Now, more than ever, Southeast Asia’s pioneering role in live digital experiences requires an evolved infrastructure strategy. The region’s rapid adoption of livestreaming and the emergence of XR aren’t just creating demand; they’re pushing networks to their limits. To stay ahead, OTT providers are going beyond patchwork fixes and building scalable, agile, and intelligent infrastructure. That means addressing not just latency, but also jitter, packet loss, capacity, and the need for regionalised delivery – all of which are essential to delivering the seamless, high-quality experiences users expect today and will demand tomorrow. c
Madhusudhan Pandya is Senior Advisor, International Market Development Ciena, APAC. Based in Singapore, he is responsible for Cloud architecture & strategies for Ciena across Asia-Pacific region. In this capacity, he consults with a wide range of communication service providers and internet content players to advise on emerging technology strategies and network modernization with cloud computing, virtualization, software defined networks, analytics and software solutions.

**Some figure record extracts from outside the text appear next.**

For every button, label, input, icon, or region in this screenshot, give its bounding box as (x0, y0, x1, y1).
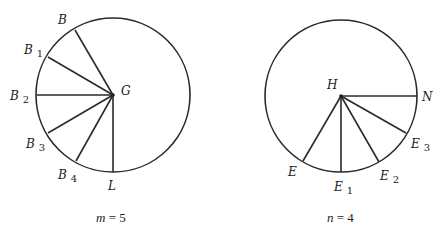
point-label: B2 (9, 89, 29, 105)
center-point (339, 94, 343, 98)
point-label-subscript: 4 (71, 173, 77, 184)
point-label-subscript: 2 (23, 94, 29, 105)
figure-caption: n = 4 (327, 210, 354, 225)
center-point (111, 93, 115, 97)
point-label-subscript: 3 (424, 142, 430, 153)
circle-figure-left: BB1B2B3B4LGm = 5 (9, 13, 190, 225)
point-label-subscript: 2 (393, 174, 399, 185)
radius-line (303, 96, 341, 161)
point-label: B4 (57, 168, 77, 184)
circle-figure-right: NE3E2E1EHn = 4 (265, 20, 433, 225)
radius-line (48, 57, 113, 95)
point-label: B (57, 13, 67, 27)
center-label: G (121, 84, 131, 98)
point-label: E1 (333, 180, 353, 196)
figure-caption: m = 5 (96, 210, 126, 225)
point-label: E3 (410, 137, 430, 153)
radius-line (75, 30, 113, 95)
point-label: L (107, 179, 116, 193)
point-label: B1 (23, 43, 43, 59)
point-label-subscript: 1 (347, 185, 353, 196)
diagram-canvas: BB1B2B3B4LGm = 5NE3E2E1EHn = 4 (0, 0, 446, 244)
point-label: N (421, 90, 433, 104)
point-label-subscript: 3 (39, 142, 45, 153)
point-label-subscript: 1 (37, 48, 43, 59)
point-label: E2 (379, 169, 399, 185)
point-label: B3 (25, 137, 45, 153)
point-label: E (287, 165, 297, 179)
center-label: H (326, 78, 338, 92)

With over 25 years in the ICT industry, Mr. Pandya has held several leadership positions including Nokia’s IP & Transport Head for Asia Pacific region, senior roles at Alcatel-Lucent, Reliance Communications and CTO at start-up. Prior to that he served as Bell Laboratories’ Distinguished Member of Technology. While at Nokia, he earned Hall of Fame & Platinum club honors.
Mr. Pandya holds B.S. in Electronics and Communication Engineering from Maharaja Sayajirao University of Baroda.